#2
★ Gold
The embodied AI sector confronts a massive data bottleneck: training general-purpose robots requires hundreds of billions of interaction data points, but the industry currently holds only a few million—a 100,000x gap. In response, companies are abandoning proprietary data silos. JD.com plans to collect 5 million hours of human video and 1 million hours of robot data. Government-backed open-source communities are forming, and competitors including Unitree, AgiBot, and Leju are collaborating on shared datasets. The industry is converging on a layered training approach combining simulation, teleoperation, UMI (universal manipulation interface), and video-based learning.
#3
★ Gold
Bessemer Venture Partners published a deep analysis of world models—a new class of AI that learns physical intuition from video rather than expensive robot teleoperation data.

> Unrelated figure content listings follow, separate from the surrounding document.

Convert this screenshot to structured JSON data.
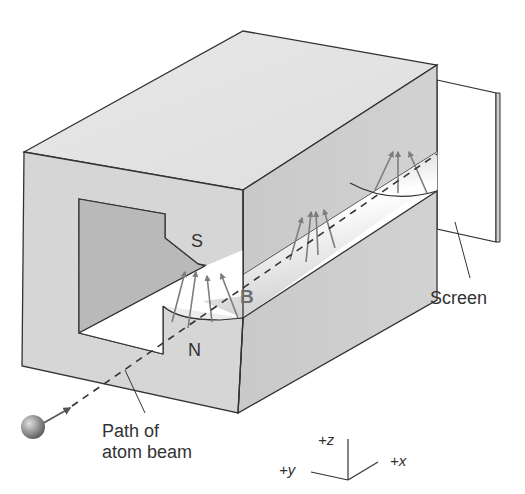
{
  "diagram": {
    "type": "apparatus-illustration",
    "labels": {
      "south_pole": "S",
      "north_pole": "N",
      "field": "B",
      "screen": "Screen",
      "path_line1": "Path of",
      "path_line2": "atom beam"
    },
    "axes": {
      "z": "+z",
      "y": "+y",
      "x": "+x"
    },
    "colors": {
      "magnet_face": "#d6d6d6",
      "magnet_top": "#e4e4e4",
      "magnet_side": "#c8c8c8",
      "cutout": "#b9b9b9",
      "field_arrow": "#7d7d7d",
      "outline": "#333333",
      "atom": "#8a8a8a"
    }
  }
}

Models like NVIDIA Cosmos (7-14B parameters), DeepMind Genie 3, and OpenAI Sora are demonstrating emergent physical understanding at scale. The key insight: by pre-training on abundant internet video and fine-tuning with minimal robot-specific data for action conditioning, these approaches could dramatically reduce cost and data requirements for robot learning. However, challenges remain: spatial-temporal consistency over long horizons, tactile sensing gaps, and inference costs (~$100/hour for Genie 3).
#12
★ Silver
Engineered Arts revealed its new Tritium AI platform for the 61-DoF Ameca humanoid robot, enabling users to define robot behaviors entirely through plain text with knowledge documents and custom abilities. The system integrates NLP, speech recognition, and text-to-speech with 55+ language support and voice cloning. Rather than writing code, operators describe desired behaviors in natural language, and Tritium translates them into robot actions—a dramatic abstraction layer over traditional robot programming.